As reported by the Gazette.net, Montgomery County is looking at ways to fund the increasing needs of its early childhood programs.
Janine Bacquie — director of Montgomery County Public Schools’ Division of Early Childhood Programs and Services and co-chair of the Montgomery County Early Childhood Advisory Council — said the county needs additional, sustainable funds immediately to not only ensure there is enough space in public and private child care and education programs but that the programs are also high quality.
“The numbers and the needs are significantly increasing,” Bacquie said. “We need to scale up significantly.”
Superintendent Joshua P. Starr recently said that since 2007, the county school system has grown by 14,000 students; another 11,000 are expected over the next six years.
The Advisory Council is looking at as businesses, philanthropic sources and social impact bonds. At a recent meeting with the County Council, the focus was the State’s funding involvement. As reported,
Montgomery received about $145,000 from the state’s Race to the Top Early Learning Challenge Grant program, the focus of a Nov. 7 meeting with members of the County Council and county school board and state education officials.
Some county council members raised concerns that the county did not receive more grant money.
The state education officials said, however, that the grant funds were designated to help counties develop their early learning infrastructure, much of which Montgomery already has.
Elizabeth Kelley — director of the office of child care in the state education department’s division of early childhood development — said there are a lot of unanswered questions when it comes to future funding for the county’s early learning systems after the grant program ends.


--- Problem to work on ---
The output must be exactly the lines from the "Identify the location" line through the end of the listing below, with no picture included.

--- Dataset content ---
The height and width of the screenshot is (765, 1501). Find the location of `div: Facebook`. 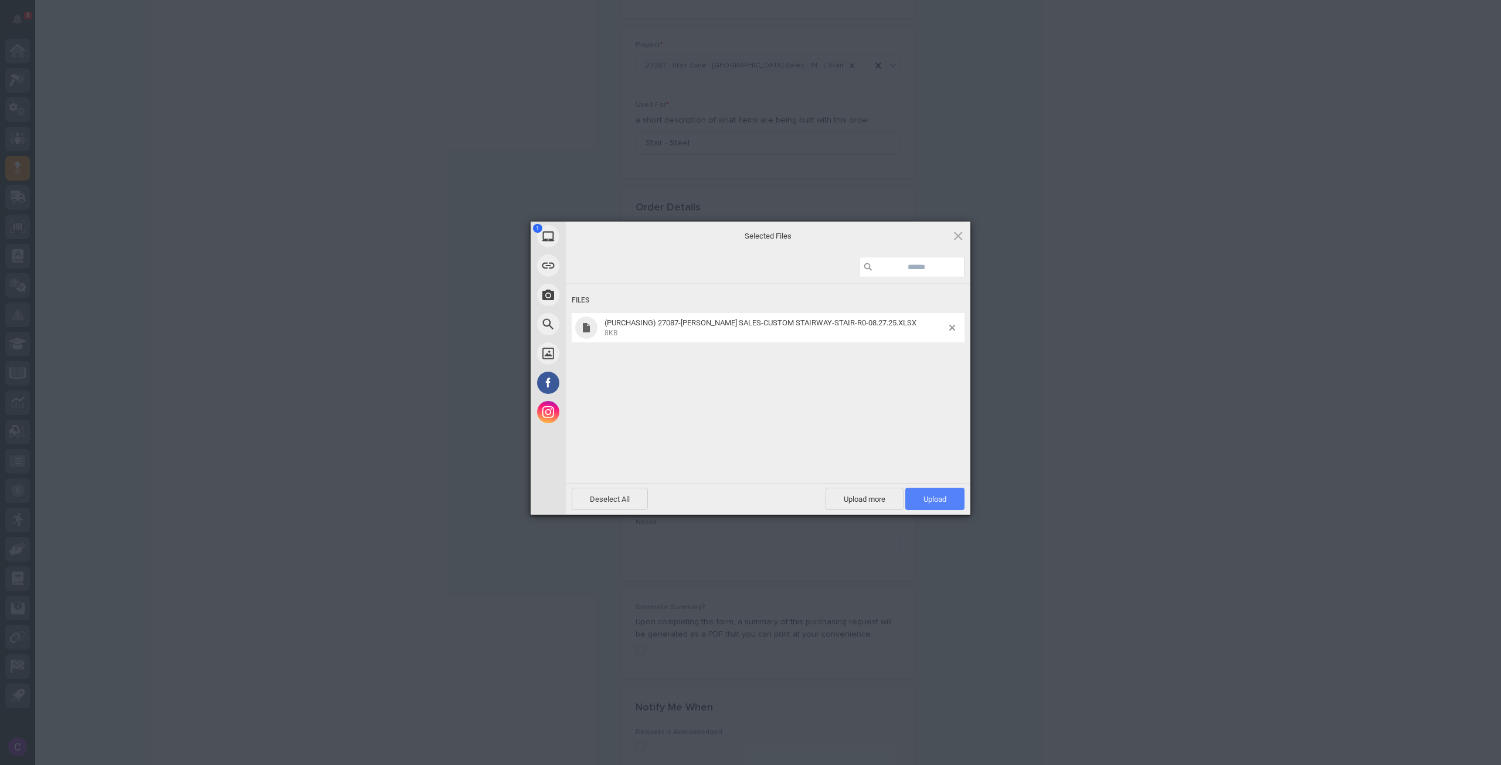

div: Facebook is located at coordinates (601, 383).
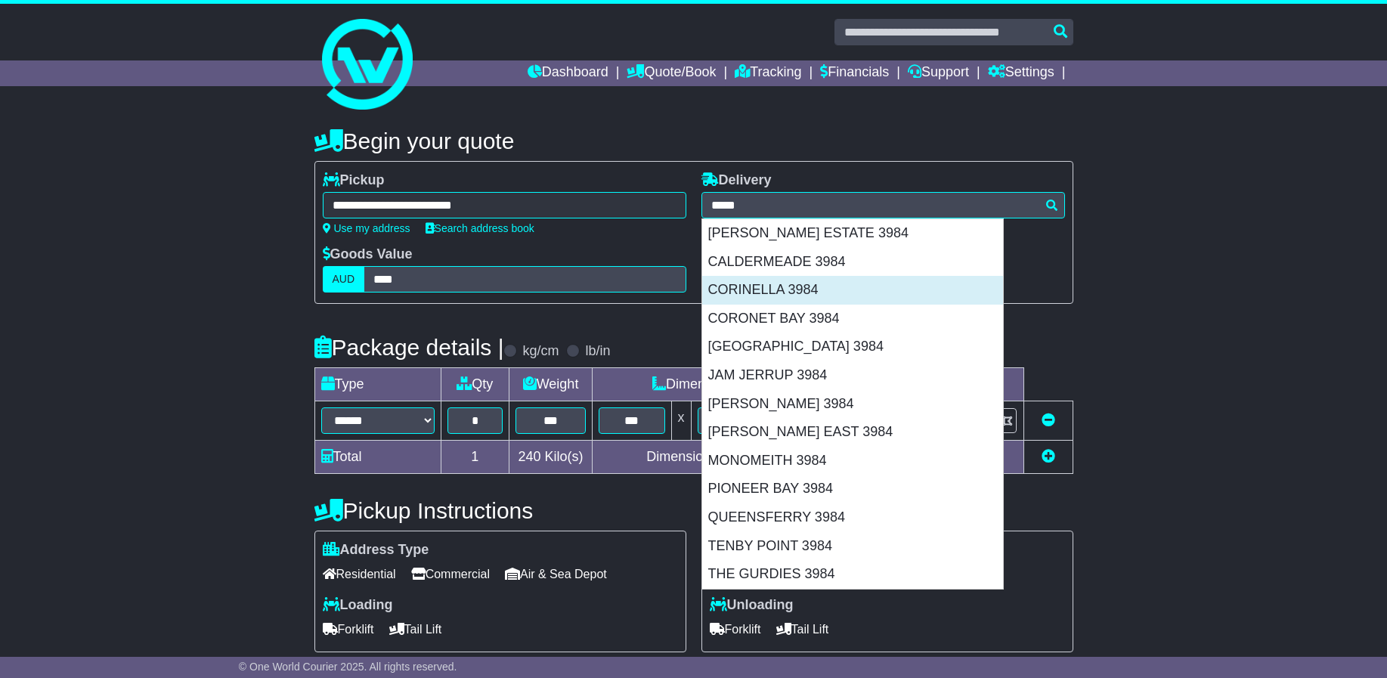 The height and width of the screenshot is (678, 1387). Describe the element at coordinates (853, 547) in the screenshot. I see `div: TENBY POINT 3984` at that location.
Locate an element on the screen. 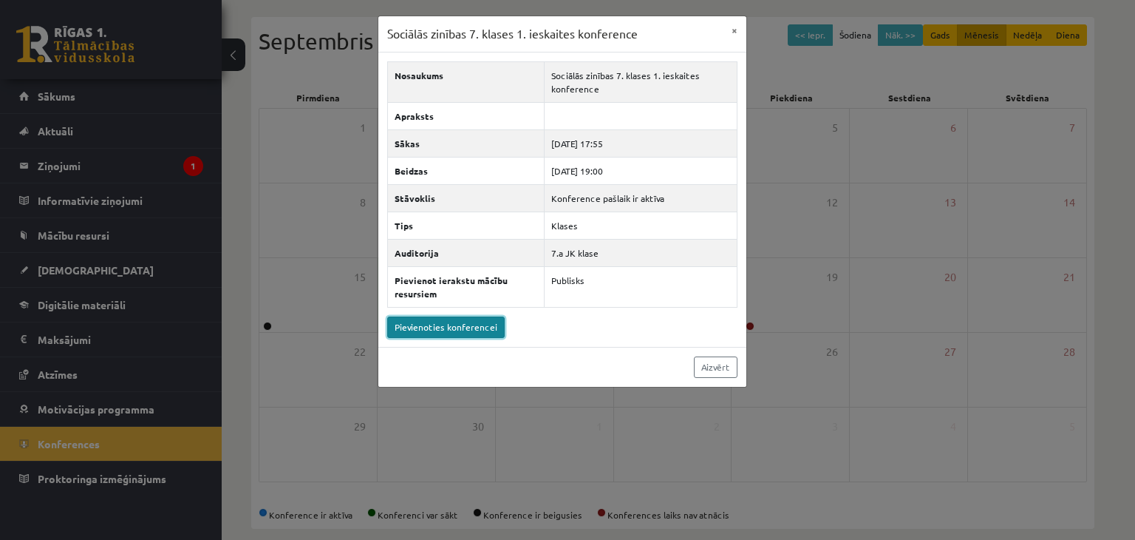 This screenshot has width=1135, height=540. a: Aizvērt is located at coordinates (715, 367).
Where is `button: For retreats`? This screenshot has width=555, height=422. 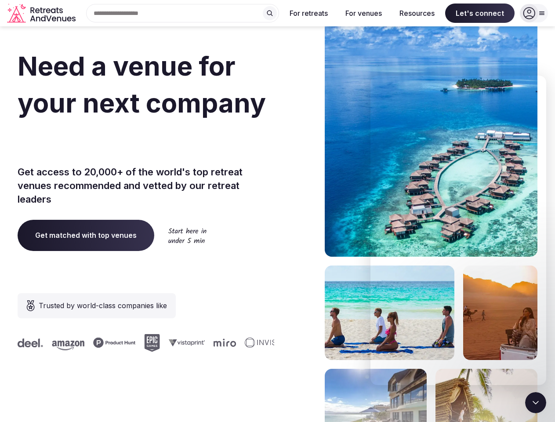
button: For retreats is located at coordinates (309, 13).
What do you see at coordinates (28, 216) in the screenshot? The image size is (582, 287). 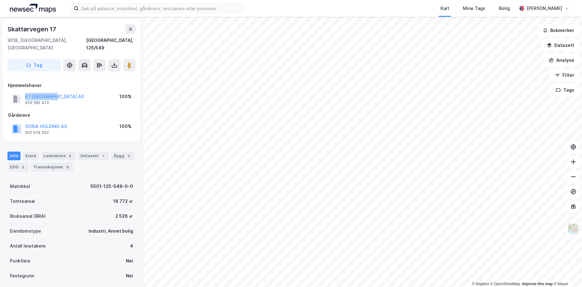 I see `div: Bruksareal (BRA)` at bounding box center [28, 216].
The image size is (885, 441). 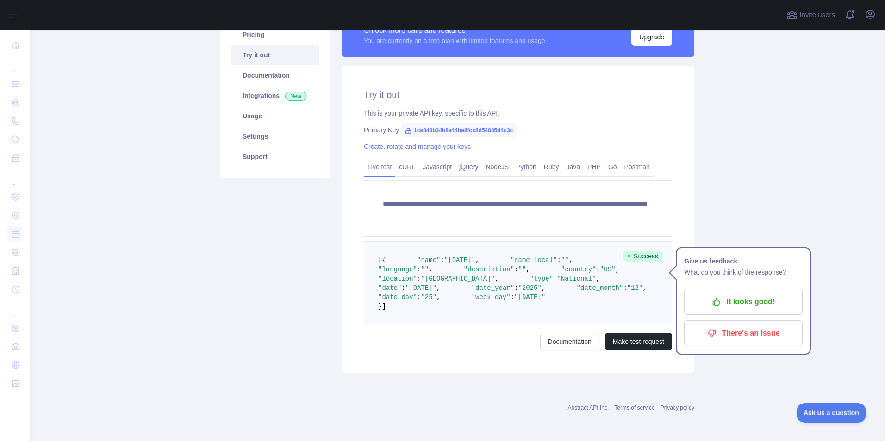 What do you see at coordinates (275, 55) in the screenshot?
I see `a: Try it out` at bounding box center [275, 55].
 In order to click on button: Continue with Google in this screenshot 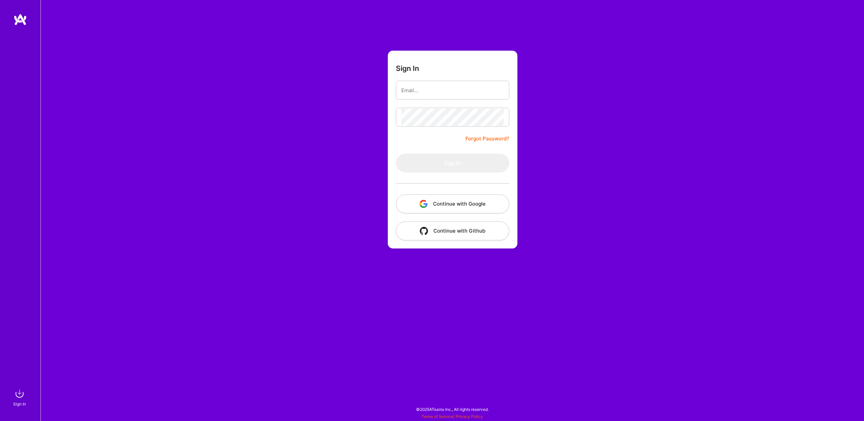, I will do `click(453, 204)`.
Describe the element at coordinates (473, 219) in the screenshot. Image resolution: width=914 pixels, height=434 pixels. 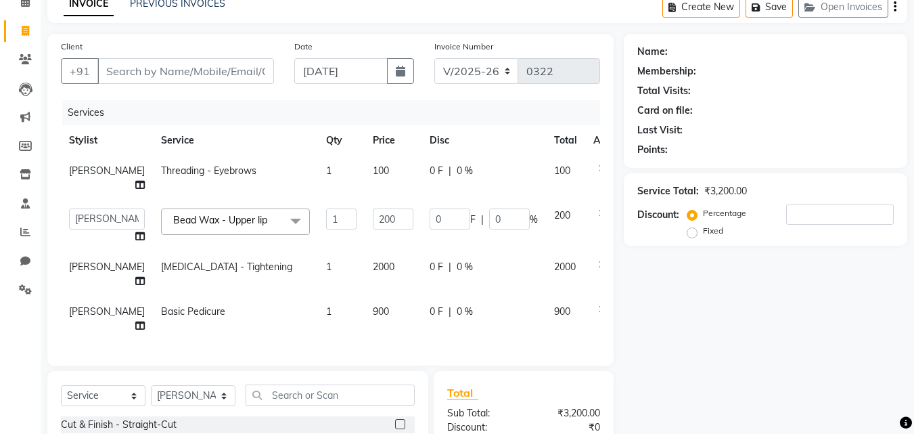
I see `span: F` at that location.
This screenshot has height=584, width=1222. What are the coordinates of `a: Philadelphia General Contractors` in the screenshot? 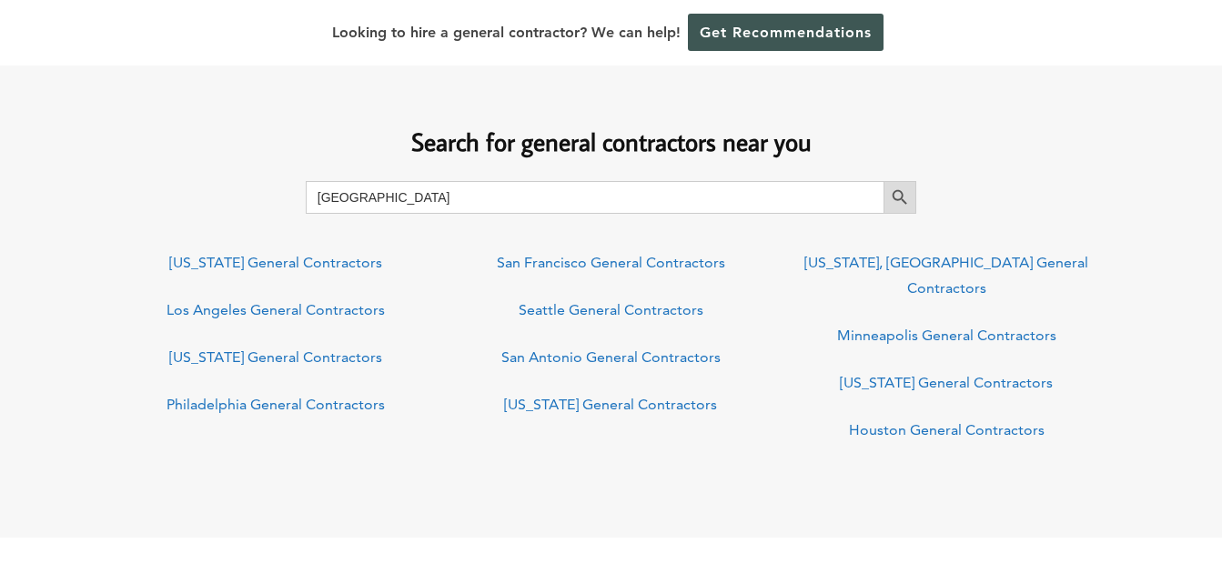 It's located at (276, 404).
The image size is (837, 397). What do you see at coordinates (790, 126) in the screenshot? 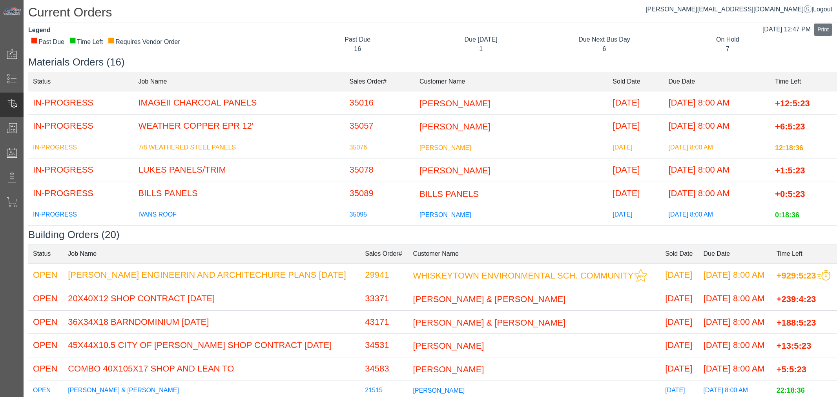
I see `span: +6:5:23` at bounding box center [790, 126].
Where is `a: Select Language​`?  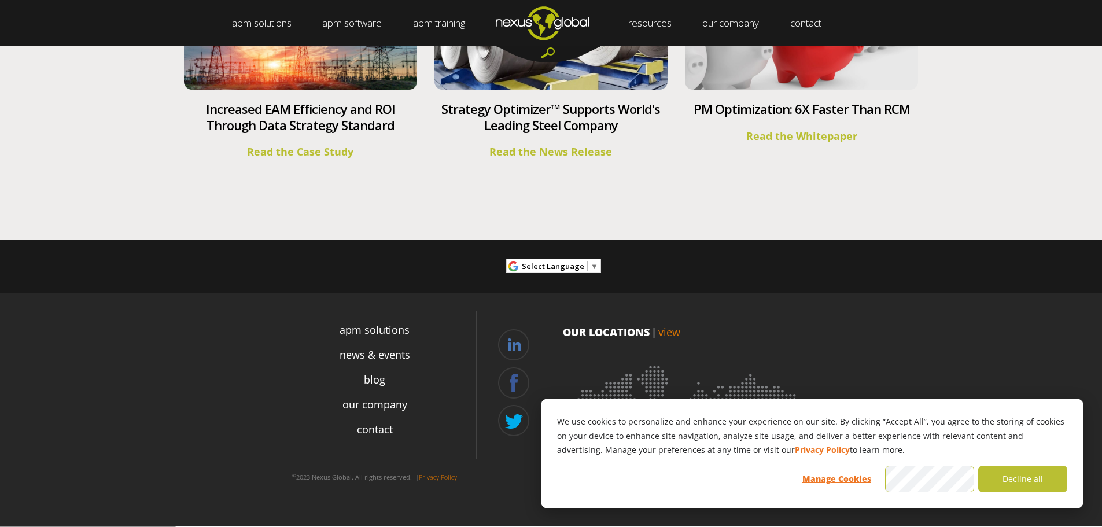 a: Select Language​ is located at coordinates (560, 266).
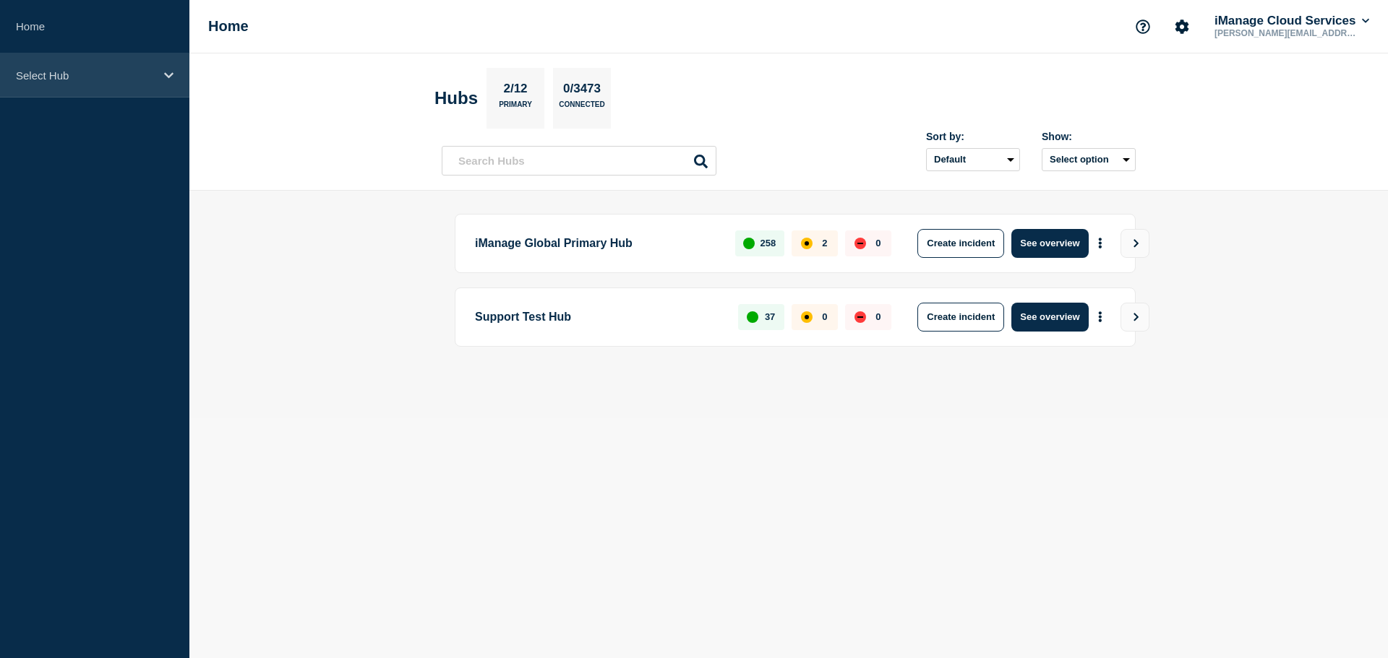  I want to click on p: 2, so click(824, 243).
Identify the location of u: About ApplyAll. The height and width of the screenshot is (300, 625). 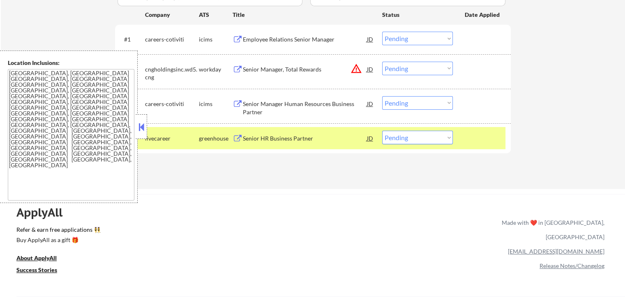
(37, 258).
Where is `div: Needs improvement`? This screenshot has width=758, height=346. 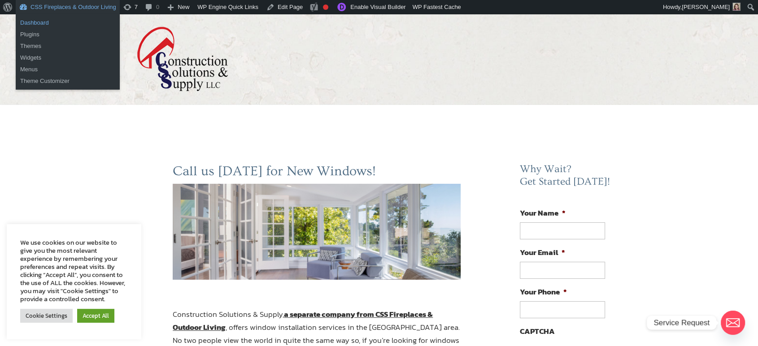
div: Needs improvement is located at coordinates (325, 7).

--- Result of this exercise ---
Identify the location of u: About ApplyAll. The height and width of the screenshot is (300, 625). 
(37, 258).
Where is `div: Needs improvement`? This screenshot has width=758, height=346. 
div: Needs improvement is located at coordinates (325, 7).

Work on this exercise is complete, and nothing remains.